Given that this scheme is aimed predominantly at the low-paid, one wonders whether it'll comply with the FSA requirement to "Treat Customers Fairly". After all (if I read this right) as things stand, it'll just mean that the low paid have to pay money in addition to their tax liability in order to generate a miniscule income in retirement which will mean they won't qualify for means-tested minimum-income benefits.

In other words, the tax rate of the lowest paid effectively gets racheted up again - but this time the Government pays itself a commission for the tax collected. Several bitter words of abuse and disgust spring to mind but as you had to remind me before, this is a polite blog :o)

There are going to be a lot of jobs disappearing as the lowest paid get their full time work replaced by 2 or 3 part-timers on less than £5k a year each.

Lola said...

Speaking as someone with direct experience of FS I can safely say that it will not work, except that it is compulsory on employers -another atx and barrier to employment. In its essential structure it a price controlled group money purchase scheme, probably structured as a group personal pension.

The vast majority of people treat any form of savings as a lost spending opportunity. And if they are savers most never save enough maninly because someone else is doing it for them, they think.

The predecessor of the NEST scheme was the whole Stakeholder bollocks, which was again a price controlled suite of products.

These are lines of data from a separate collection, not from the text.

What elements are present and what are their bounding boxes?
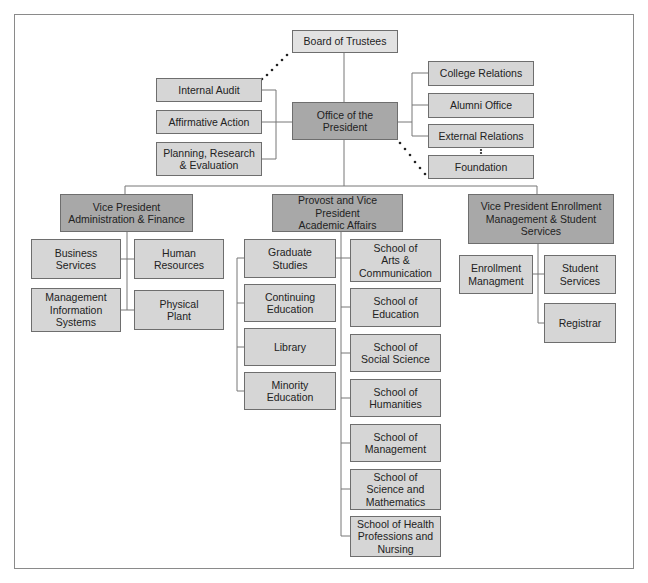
graduate-studies-box: Graduate Studies	[244, 239, 336, 278]
internal-audit-box: Internal Audit	[156, 78, 262, 102]
affirmative-action-box: Affirmative Action	[156, 110, 262, 134]
college-relations-box: College Relations	[428, 61, 534, 86]
school-science-box: School of Science and Mathematics	[350, 469, 441, 510]
foundation-box: Foundation	[428, 155, 534, 179]
vp-admin-finance-box: Vice President Administration & Finance	[60, 194, 193, 232]
office-of-president-box: Office of the President	[292, 102, 398, 140]
school-health-box: School of Health Professions and Nursing	[350, 516, 441, 557]
school-arts-box: School of Arts & Communication	[350, 239, 441, 282]
school-humanities-box: School of Humanities	[350, 379, 441, 417]
minority-education-box: Minority Education	[244, 372, 336, 410]
human-resources-box: Human Resources	[134, 239, 224, 279]
alumni-office-box: Alumni Office	[428, 93, 534, 118]
school-management-box: School of Management	[350, 424, 441, 462]
school-education-box: School of Education	[350, 288, 441, 327]
registrar-box: Registrar	[544, 303, 616, 343]
enrollment-management-box: Enrollment Managment	[459, 255, 533, 294]
school-social-science-box: School of Social Science	[350, 334, 441, 372]
library-box: Library	[244, 328, 336, 366]
vp-enrollment-box: Vice President Enrollment Management & S…	[468, 194, 614, 244]
board-of-trustees-box: Board of Trustees	[292, 30, 398, 53]
student-services-box: Student Services	[544, 255, 616, 294]
external-relations-box: External Relations	[428, 124, 534, 148]
org-chart: Board of Trustees Internal Audit Affirma…	[0, 0, 648, 583]
physical-plant-box: Physical Plant	[134, 290, 224, 330]
continuing-education-box: Continuing Education	[244, 284, 336, 322]
business-services-box: Business Services	[31, 239, 121, 279]
mis-box: Management Information Systems	[31, 288, 121, 332]
planning-box: Planning, Research & Evaluation	[156, 142, 262, 176]
provost-box: Provost and Vice President Academic Affa…	[272, 194, 403, 232]
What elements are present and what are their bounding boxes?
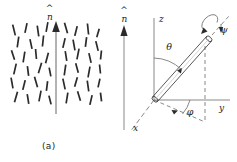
angle-label-theta: θ <box>166 41 172 52</box>
nematic-rod <box>98 79 100 88</box>
nematic-rod <box>46 53 49 64</box>
nematic-rod <box>75 77 78 87</box>
angle-psi: ψ <box>201 15 229 35</box>
nematic-rod <box>90 95 92 105</box>
nematic-rod <box>88 67 90 78</box>
director-arrow-b <box>120 25 127 130</box>
figure-root: ^ n (a) ^ n <box>0 0 237 162</box>
nematic-rod <box>64 65 66 76</box>
nematic-rod <box>34 77 37 88</box>
nematic-rod <box>14 64 16 75</box>
nematic-rod <box>14 92 17 103</box>
nematic-rod <box>63 38 65 48</box>
director-arrow-a <box>52 21 60 114</box>
nematic-rod <box>23 80 25 90</box>
nematic-rod <box>63 79 65 90</box>
nematic-rod <box>85 37 86 47</box>
nematic-rod <box>27 94 29 104</box>
nematic-rod <box>64 23 67 34</box>
panel-b-canvas: ^ n z y x <box>108 0 237 140</box>
nematic-rod <box>89 53 91 63</box>
nematic-rod <box>96 41 98 51</box>
nematic-rod <box>49 68 51 77</box>
axis-z: z <box>154 14 164 100</box>
angle-label-phi: φ <box>187 106 194 117</box>
nematic-rod <box>66 93 68 104</box>
director-letter-b: n <box>122 14 128 24</box>
nematic-rod <box>100 93 101 102</box>
nematic-rod <box>11 50 14 60</box>
director-letter-a: n <box>47 12 53 22</box>
caption-panel-a: (a) <box>42 141 55 151</box>
nematic-rod <box>25 23 27 33</box>
director-label-b: ^ n <box>120 5 128 24</box>
axis-label-z: z <box>158 14 164 24</box>
nematic-rod <box>37 26 39 37</box>
panel-a-canvas: ^ n <box>0 0 118 140</box>
nematic-rod <box>49 96 51 105</box>
nematic-rod <box>77 49 79 60</box>
nematic-rod <box>39 91 41 102</box>
nematic-rod <box>46 22 48 32</box>
nematic-rod <box>42 36 43 47</box>
nematic-rod <box>101 51 102 60</box>
axis-label-y: y <box>218 103 225 113</box>
nematic-rod <box>30 39 32 49</box>
nematic-rod <box>27 66 28 76</box>
nematic-rod <box>46 81 47 91</box>
nematic-rod <box>78 91 81 101</box>
angle-theta: θ <box>154 41 182 70</box>
nematic-rod <box>11 78 13 89</box>
nematic-rod <box>36 49 37 59</box>
nematic-rod <box>73 40 75 51</box>
nematic-rod <box>75 26 77 36</box>
nematic-rod <box>38 63 41 74</box>
director-label-a: ^ n <box>46 3 54 22</box>
axis-label-x: x <box>133 123 138 133</box>
panel-b-euler-angles: ^ n z y x <box>108 0 237 162</box>
nematic-rod <box>97 29 99 38</box>
nematic-rod <box>87 81 89 92</box>
rod-cylinder <box>151 35 213 103</box>
nematic-rod <box>100 65 101 74</box>
projection-line <box>154 100 205 122</box>
nematic-rod <box>65 51 67 61</box>
nematic-rod <box>23 52 25 63</box>
nematic-rod <box>17 37 19 48</box>
nematic-rod <box>13 25 16 36</box>
axis-x: x <box>130 100 154 133</box>
nematic-rod <box>76 63 79 73</box>
nematic-rod <box>87 24 88 35</box>
panel-a-nematic-rods: ^ n (a) <box>0 0 118 162</box>
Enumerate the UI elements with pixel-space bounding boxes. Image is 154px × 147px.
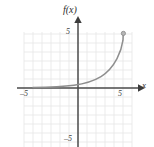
curve-endpoint-dot <box>121 31 125 35</box>
graph-figure: f(x) x –5 5 5 –5 <box>0 0 154 147</box>
y-tick-label-positive-5: 5 <box>66 27 70 36</box>
x-tick-label-positive-5: 5 <box>118 89 122 98</box>
y-axis-arrowhead <box>74 16 81 23</box>
y-tick-label-negative-5: –5 <box>64 134 72 143</box>
function-label: f(x) <box>63 4 77 15</box>
coordinate-plane <box>0 0 154 147</box>
x-tick-label-negative-5: –5 <box>20 89 28 98</box>
x-axis-label: x <box>142 80 146 90</box>
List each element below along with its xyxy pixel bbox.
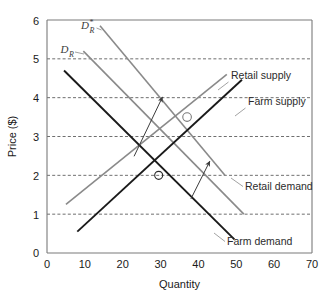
chart-figure: 6 5 4 3 2 1 0 0 10 20 30 40 50 60 70 Qua…	[0, 0, 333, 305]
d-r-star-base: D	[80, 19, 89, 31]
retail-demand-label: Retail demand	[245, 180, 313, 192]
y-tick-2: 2	[33, 170, 39, 182]
y-tick-5: 5	[33, 53, 39, 65]
y-tick-3: 3	[33, 131, 39, 143]
retail-supply-label: Retail supply	[231, 69, 292, 81]
y-tick-4: 4	[33, 92, 39, 104]
x-tick-60: 60	[268, 258, 280, 270]
d-r-subscript: R	[68, 50, 74, 59]
x-tick-50: 50	[230, 258, 242, 270]
farm-demand-label: Farm demand	[227, 235, 293, 247]
y-axis-title: Price ($)	[6, 116, 18, 158]
farm-supply-label: Farm supply	[248, 95, 307, 107]
x-tick-70: 70	[306, 258, 318, 270]
chart-canvas: 6 5 4 3 2 1 0 0 10 20 30 40 50 60 70 Qua…	[0, 0, 333, 305]
x-axis-title: Quantity	[159, 278, 200, 290]
d-r-base: D	[60, 43, 69, 55]
x-tick-0: 0	[44, 258, 50, 270]
x-tick-30: 30	[154, 258, 166, 270]
y-tick-6: 6	[33, 15, 39, 27]
x-tick-20: 20	[117, 258, 129, 270]
y-tick-1: 1	[33, 209, 39, 221]
y-tick-0: 0	[33, 247, 39, 259]
x-tick-40: 40	[192, 258, 204, 270]
d-r-star-subscript: R	[89, 26, 95, 35]
x-tick-10: 10	[79, 258, 91, 270]
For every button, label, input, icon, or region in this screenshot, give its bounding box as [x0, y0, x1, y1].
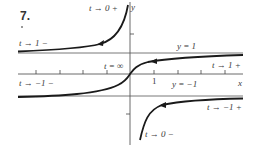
decorative-dot: [21, 26, 23, 28]
label-t-to-1-plus: t → 1 +: [212, 61, 241, 70]
x-tick-label-1: 1: [152, 77, 157, 86]
label-t-to-neg1-plus: t → −1 +: [207, 103, 242, 112]
arrow-head-middle: [150, 59, 157, 65]
label-t-to-1-minus: t → 1 −: [19, 39, 48, 48]
asymptote-label-y-neg1: y = −1: [172, 80, 197, 89]
label-t-infinity: t = ∞: [104, 62, 124, 71]
asymptote-label-y-1: y = 1: [177, 42, 196, 51]
graph-canvas: [0, 0, 256, 147]
parametric-graph: 7. t → 0 + y t → 1 − y = 1 t = ∞ t → 1 +…: [0, 0, 256, 147]
arrow-head-lower-right: [159, 102, 166, 108]
curve-middle-branch: [18, 55, 243, 97]
problem-number: 7.: [20, 9, 30, 23]
y-axis-label: y: [131, 3, 135, 12]
label-t-to-neg1-minus: t → −1 −: [19, 79, 54, 88]
label-t-to-0-plus: t → 0 +: [89, 4, 118, 13]
label-t-to-0-minus: t → 0 −: [145, 130, 174, 139]
x-axis-label: x: [238, 79, 242, 88]
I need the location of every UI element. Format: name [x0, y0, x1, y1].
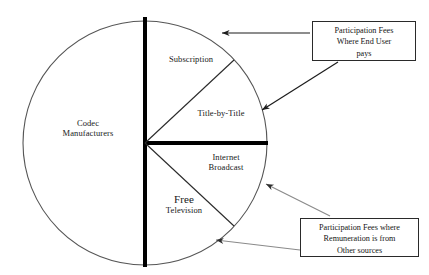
callout-line3: pays: [317, 48, 411, 59]
sector-label-line1: Codec: [77, 118, 99, 128]
sector-label-subscription: Subscription: [148, 55, 234, 65]
sector-label-line1: Internet: [212, 152, 239, 162]
sector-label-free-television: Free Television: [148, 194, 220, 215]
callout-line1: Participation Fees where: [305, 222, 414, 233]
sector-label-line1: Free: [148, 194, 220, 206]
sector-label-internet-broadcast: Internet Broadcast: [188, 153, 264, 172]
callout-box-other-sources: Participation Fees where Remuneration is…: [300, 218, 419, 257]
arrow-other-sources-to-free-television: [216, 240, 300, 250]
sector-label-line2: Manufacturers: [63, 128, 114, 138]
callout-line2: Where End User: [317, 36, 411, 47]
sector-label-line2: Broadcast: [209, 162, 244, 172]
sector-label-line1: Title-by-Title: [197, 108, 244, 118]
sector-label-line1: Subscription: [169, 54, 213, 64]
callout-box-end-user: Participation Fees Where End User pays: [312, 21, 416, 61]
callout-line2: Remuneration is from: [305, 233, 414, 244]
sector-label-codec-manufacturers: Codec Manufacturers: [36, 119, 140, 138]
arrow-end-user-to-title-by-title: [262, 62, 338, 110]
diagram-canvas: Codec Manufacturers Subscription Title-b…: [0, 0, 429, 275]
callout-line3: Other sources: [305, 245, 414, 256]
sector-label-line2: Television: [148, 206, 220, 215]
arrow-other-sources-to-internet-broadcast: [266, 184, 330, 216]
callout-line1: Participation Fees: [317, 25, 411, 36]
sector-label-title-by-title: Title-by-Title: [178, 109, 264, 119]
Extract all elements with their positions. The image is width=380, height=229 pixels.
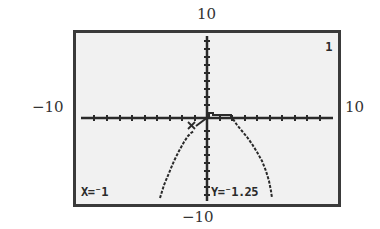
calculator-graph-screen: 1 X=⁻1 Y=⁻1.25 <box>73 30 341 207</box>
xmax-label: 10 <box>345 100 364 115</box>
curve-left-branch <box>160 131 194 198</box>
xmin-label: −10 <box>32 100 64 115</box>
trace-cursor-icon <box>188 122 195 129</box>
graph-number: 1 <box>325 41 332 53</box>
graph-plot <box>76 33 338 204</box>
ymax-label: 10 <box>197 7 216 22</box>
trace-x-value: X=⁻1 <box>81 186 108 198</box>
trace-y-value: Y=⁻1.25 <box>211 186 258 198</box>
ymin-label: −10 <box>182 210 214 225</box>
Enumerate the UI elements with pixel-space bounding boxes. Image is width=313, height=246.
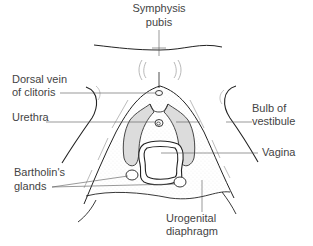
label-dorsal-line1: Dorsal vein	[12, 73, 67, 85]
label-symphysis-line2: pubis	[146, 16, 173, 28]
left-lower-curve	[78, 200, 96, 222]
label-bulb-line2: vestibule	[252, 115, 295, 127]
label-urogenital-line2: diaphragm	[166, 225, 218, 237]
label-bulb-line1: Bulb of	[252, 102, 287, 114]
right-lower-curve	[222, 192, 236, 214]
right-ramus-faint	[220, 90, 224, 104]
label-vagina: Vagina	[262, 146, 296, 158]
label-urethra: Urethra	[12, 111, 50, 123]
left-ramus	[62, 87, 97, 163]
label-urogenital-line1: Urogenital	[166, 212, 216, 224]
symphysis-outline	[94, 45, 222, 50]
label-bartholin-line2: glands	[14, 180, 47, 192]
right-bartholin-gland	[174, 177, 186, 187]
ligament-arcs	[139, 60, 181, 80]
label-dorsal-line2: of clitoris	[12, 86, 56, 98]
perineum-diagram: Symphysis pubis Dorsal vein of clitoris …	[0, 0, 313, 246]
left-bartholin-gland	[126, 170, 138, 180]
label-symphysis-line1: Symphysis	[132, 2, 186, 14]
vagina-inner	[144, 147, 178, 180]
label-bartholin-line1: Bartholin's	[14, 166, 66, 178]
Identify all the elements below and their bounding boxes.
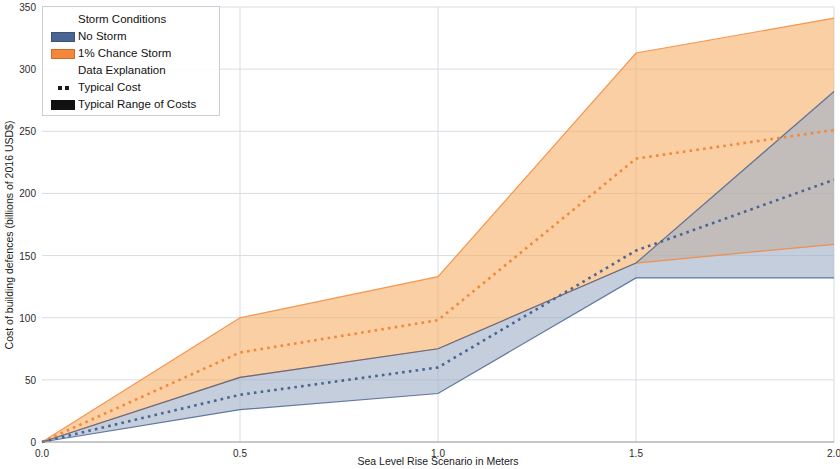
- y-tick-label: 100: [19, 313, 36, 324]
- y-tick-label: 150: [19, 251, 36, 262]
- y-tick-label: 0: [30, 437, 36, 448]
- legend-item[interactable]: No Storm: [48, 28, 213, 45]
- y-tick-label: 250: [19, 126, 36, 137]
- x-tick-label: 0.5: [233, 448, 247, 459]
- legend-item-label: Typical Cost: [78, 82, 141, 94]
- y-tick-label: 350: [19, 2, 36, 13]
- legend-solid-bar-icon: [51, 100, 75, 110]
- legend-color-swatch-icon: [51, 32, 75, 42]
- legend-item-label: No Storm: [78, 31, 127, 43]
- chart-legend: Storm ConditionsNo Storm1% Chance StormD…: [42, 6, 220, 116]
- x-tick-label: 0.0: [35, 448, 49, 459]
- legend-swatch-patch: [48, 49, 78, 59]
- x-tick-label: 2.0: [827, 448, 840, 459]
- legend-group-1: Data Explanation: [48, 62, 213, 79]
- legend-item-label: Typical Range of Costs: [78, 99, 196, 111]
- x-axis-title: Sea Level Rise Scenario in Meters: [357, 455, 518, 467]
- x-tick-label: 1.5: [629, 448, 643, 459]
- y-axis-title: Cost of building defences (billions of 2…: [3, 121, 15, 350]
- legend-group-heading: Data Explanation: [48, 65, 166, 77]
- legend-swatch-solid: [48, 100, 78, 110]
- legend-swatch-patch: [48, 32, 78, 42]
- legend-color-swatch-icon: [51, 49, 75, 59]
- y-tick-labels: 050100150200250300350: [19, 2, 36, 448]
- y-tick-label: 50: [25, 375, 37, 386]
- legend-swatch-dotted: [48, 83, 78, 93]
- sea-level-cost-chart: 0.00.51.01.52.0 050100150200250300350 Se…: [0, 0, 840, 469]
- legend-group-0: Storm Conditions: [48, 11, 213, 28]
- y-tick-label: 200: [19, 188, 36, 199]
- legend-item-label: 1% Chance Storm: [78, 48, 171, 60]
- legend-dotted-line-icon: [51, 83, 75, 93]
- legend-item[interactable]: Typical Cost: [48, 79, 213, 96]
- legend-group-heading: Storm Conditions: [48, 14, 166, 26]
- legend-item[interactable]: Typical Range of Costs: [48, 96, 213, 113]
- legend-item[interactable]: 1% Chance Storm: [48, 45, 213, 62]
- y-tick-label: 300: [19, 64, 36, 75]
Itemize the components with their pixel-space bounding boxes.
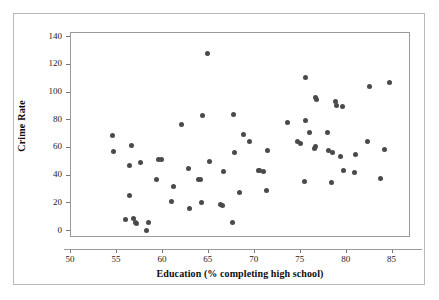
x-tick-label: 85 [387, 255, 396, 264]
data-point [325, 130, 330, 135]
data-point [334, 103, 339, 108]
data-point [179, 122, 184, 127]
data-point [298, 141, 303, 146]
data-point [199, 200, 204, 205]
data-point [341, 168, 346, 173]
data-point [303, 118, 308, 123]
data-points-layer [71, 33, 409, 236]
x-axis-line [64, 249, 422, 250]
data-point [340, 104, 345, 109]
data-point [247, 139, 252, 144]
data-point [231, 112, 236, 117]
data-point [352, 170, 357, 175]
data-point [186, 166, 191, 171]
data-point [353, 152, 358, 157]
data-point [307, 130, 312, 135]
data-point [241, 132, 246, 137]
x-tick-label: 65 [203, 255, 212, 264]
data-point [330, 150, 335, 155]
data-point [387, 80, 392, 85]
data-point [205, 51, 210, 56]
data-point [110, 133, 115, 138]
data-point [230, 220, 235, 225]
data-point [232, 150, 237, 155]
data-point [134, 221, 139, 226]
data-point [365, 139, 370, 144]
data-point [382, 147, 387, 152]
data-point [303, 75, 308, 80]
data-point [237, 190, 242, 195]
data-point [329, 180, 334, 185]
data-point [154, 177, 159, 182]
data-point [123, 217, 128, 222]
data-point [159, 157, 164, 162]
data-point [285, 120, 290, 125]
x-tick-label: 80 [341, 255, 350, 264]
plot-area [70, 32, 410, 237]
data-point [261, 169, 266, 174]
data-point [129, 143, 134, 148]
data-point [127, 193, 132, 198]
data-point [187, 206, 192, 211]
data-point [169, 199, 174, 204]
x-tick-label: 55 [111, 255, 120, 264]
x-tick-label: 60 [157, 255, 166, 264]
data-point [338, 154, 343, 159]
data-point [207, 159, 212, 164]
data-point [138, 160, 143, 165]
data-point [314, 97, 319, 102]
x-tick-label: 70 [249, 255, 258, 264]
data-point [146, 220, 151, 225]
data-point [111, 149, 116, 154]
data-point [264, 188, 269, 193]
data-point [313, 144, 318, 149]
data-point [200, 113, 205, 118]
data-point [127, 163, 132, 168]
data-point [198, 177, 203, 182]
scatter-plot-figure: Crime Rate Education (% completing high … [0, 0, 439, 300]
data-point [367, 84, 372, 89]
data-point [221, 169, 226, 174]
data-point [302, 179, 307, 184]
data-point [171, 184, 176, 189]
data-point [220, 203, 225, 208]
x-tick-label: 75 [295, 255, 304, 264]
data-point [144, 228, 149, 233]
data-point [378, 176, 383, 181]
data-point [265, 148, 270, 153]
x-tick-label: 50 [66, 255, 75, 264]
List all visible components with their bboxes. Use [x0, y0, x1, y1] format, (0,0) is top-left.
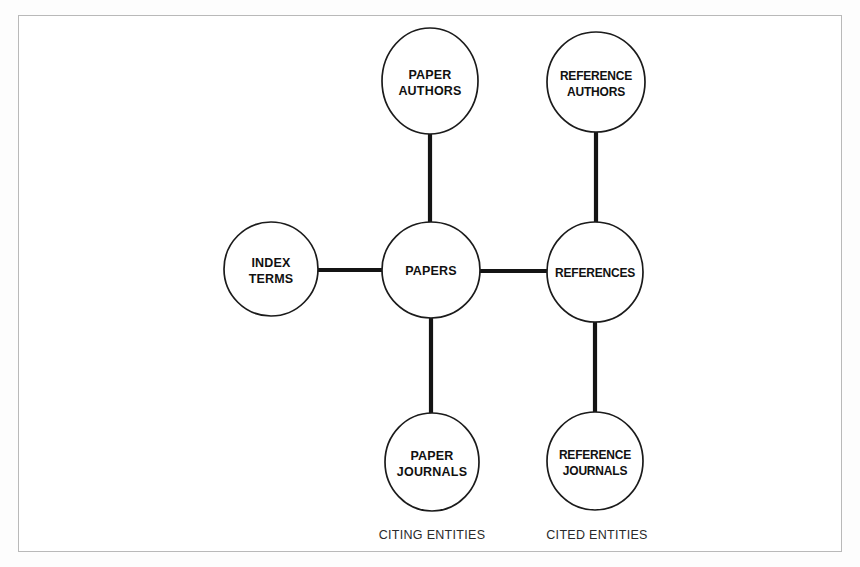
node-label-reference-authors-line1: REFERENCE [560, 69, 632, 83]
node-index-terms[interactable]: INDEXTERMS [224, 222, 318, 316]
captions-layer: CITING ENTITIESCITED ENTITIES [379, 528, 648, 542]
node-label-papers: PAPERS [405, 264, 457, 278]
caption-citing-entities: CITING ENTITIES [379, 528, 486, 542]
entity-relationship-diagram: PAPERAUTHORSREFERENCEAUTHORSINDEXTERMSPA… [0, 0, 860, 567]
node-label-reference-journals-line1: REFERENCE [559, 448, 631, 462]
node-paper-journals[interactable]: PAPERJOURNALS [385, 413, 479, 511]
node-label-references: REFERENCES [555, 266, 635, 280]
node-references[interactable]: REFERENCES [547, 222, 643, 322]
node-paper-authors[interactable]: PAPERAUTHORS [382, 28, 478, 134]
node-reference-authors[interactable]: REFERENCEAUTHORS [547, 32, 645, 132]
caption-cited-entities: CITED ENTITIES [546, 528, 647, 542]
node-papers[interactable]: PAPERS [382, 222, 480, 318]
node-label-paper-journals-line1: PAPER [410, 449, 453, 463]
node-reference-journals[interactable]: REFERENCEJOURNALS [547, 412, 643, 510]
node-label-reference-authors-line2: AUTHORS [567, 85, 625, 99]
page-canvas: PAPERAUTHORSREFERENCEAUTHORSINDEXTERMSPA… [0, 0, 860, 567]
node-label-paper-authors-line1: PAPER [408, 68, 451, 82]
node-label-index-terms-line1: INDEX [251, 256, 291, 270]
node-label-index-terms-line2: TERMS [249, 272, 294, 286]
nodes-layer: PAPERAUTHORSREFERENCEAUTHORSINDEXTERMSPA… [224, 28, 645, 511]
node-label-paper-journals-line2: JOURNALS [397, 465, 467, 479]
node-label-paper-authors-line2: AUTHORS [398, 84, 461, 98]
node-label-reference-journals-line2: JOURNALS [563, 464, 628, 478]
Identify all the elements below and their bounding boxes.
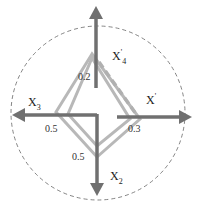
tick-value-right: 0.3 [128, 124, 141, 134]
axis-label-x2: X2 [110, 170, 123, 182]
arrow-left-icon [12, 108, 25, 122]
arrow-up-icon [89, 6, 103, 19]
axis-label-x4: X'4 [112, 50, 126, 62]
tick-value-up: 0.2 [78, 72, 91, 82]
tick-value-down: 0.5 [72, 152, 85, 162]
arrow-right-icon [179, 110, 192, 124]
axis-label-x3: X3 [28, 96, 41, 108]
axis-label-x1: X' [146, 94, 156, 106]
tick-value-left: 0.5 [45, 124, 58, 134]
arrow-down-icon [90, 183, 104, 196]
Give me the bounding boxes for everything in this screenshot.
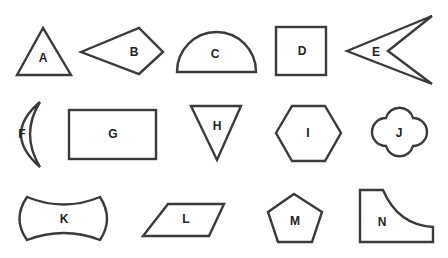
shape-n: N — [360, 190, 433, 242]
shape-j: J — [372, 108, 427, 157]
shape-m: M — [268, 194, 322, 242]
shapes-diagram: A B C D E F G H I J — [0, 0, 448, 258]
shape-g: G — [69, 110, 156, 159]
label-n: N — [378, 215, 387, 229]
shape-c: C — [177, 32, 256, 72]
shape-k: K — [20, 197, 108, 240]
label-j: J — [396, 126, 403, 140]
shape-b: B — [81, 28, 163, 74]
shape-e: E — [347, 16, 432, 84]
label-i: I — [306, 126, 309, 140]
shape-h: H — [191, 106, 241, 160]
label-h: H — [213, 119, 222, 133]
label-b: B — [130, 45, 139, 59]
label-f: F — [18, 127, 25, 141]
shape-i: I — [276, 106, 341, 161]
label-e: E — [372, 45, 380, 59]
label-d: D — [298, 44, 307, 58]
shape-d: D — [276, 27, 326, 75]
shape-f: F — [18, 102, 40, 167]
label-m: M — [290, 214, 300, 228]
label-l: L — [182, 212, 189, 226]
shape-l: L — [143, 204, 224, 236]
shape-a: A — [17, 28, 71, 75]
label-c: C — [211, 47, 220, 61]
label-k: K — [60, 212, 69, 226]
label-a: A — [39, 51, 48, 65]
label-g: G — [108, 127, 117, 141]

Please note that outfits like mine were already supplying pensions and ISA's and the like at less than the Stakeholder cap even before it was launched, but we do charge for our 'advice' which is not provided for in either NEST or Stakeholder. BTW stakeholder utterly failed, because of what I set out in the second para above.

Amusingly the TER on the funds we use for clients is now about 0.4% per annum. The NEST products have been quoted as having a 0.3% annual charge. This is not a TER, which is always higher.

The low earners that take this up will never accumulate a fund of sufficient size to be able to access the best annuity or other pension income deals at NRA. It will just exclude them from benefits.

Before they join this scheme someone should advise each member of all these things, but who pays for that? I'm not doing it for free and I do not see why I should pay taxes for the estate to employ somebody to do for free. Anyway they'd mostly be cluless clerks who have no idea of how not joining NEST would be the best option.

Hopefully this is the last desparate corporatist throw of this useless government. It's a shit idea and it will be shit in practice.

Mark Wadsworth said...

FT, L, oops, I forgot to mention that means testing will wipe out half of any paltry pension income arising, well spotted.

bayard said...

"It will just exclude them from benefits."

Presumably that's the main idea behind the scheme.

Mark Wadsworth said...

B, yup. Once you finish all the netting off and transfers to and fro, it's shifting money from low income people to the insurance companies.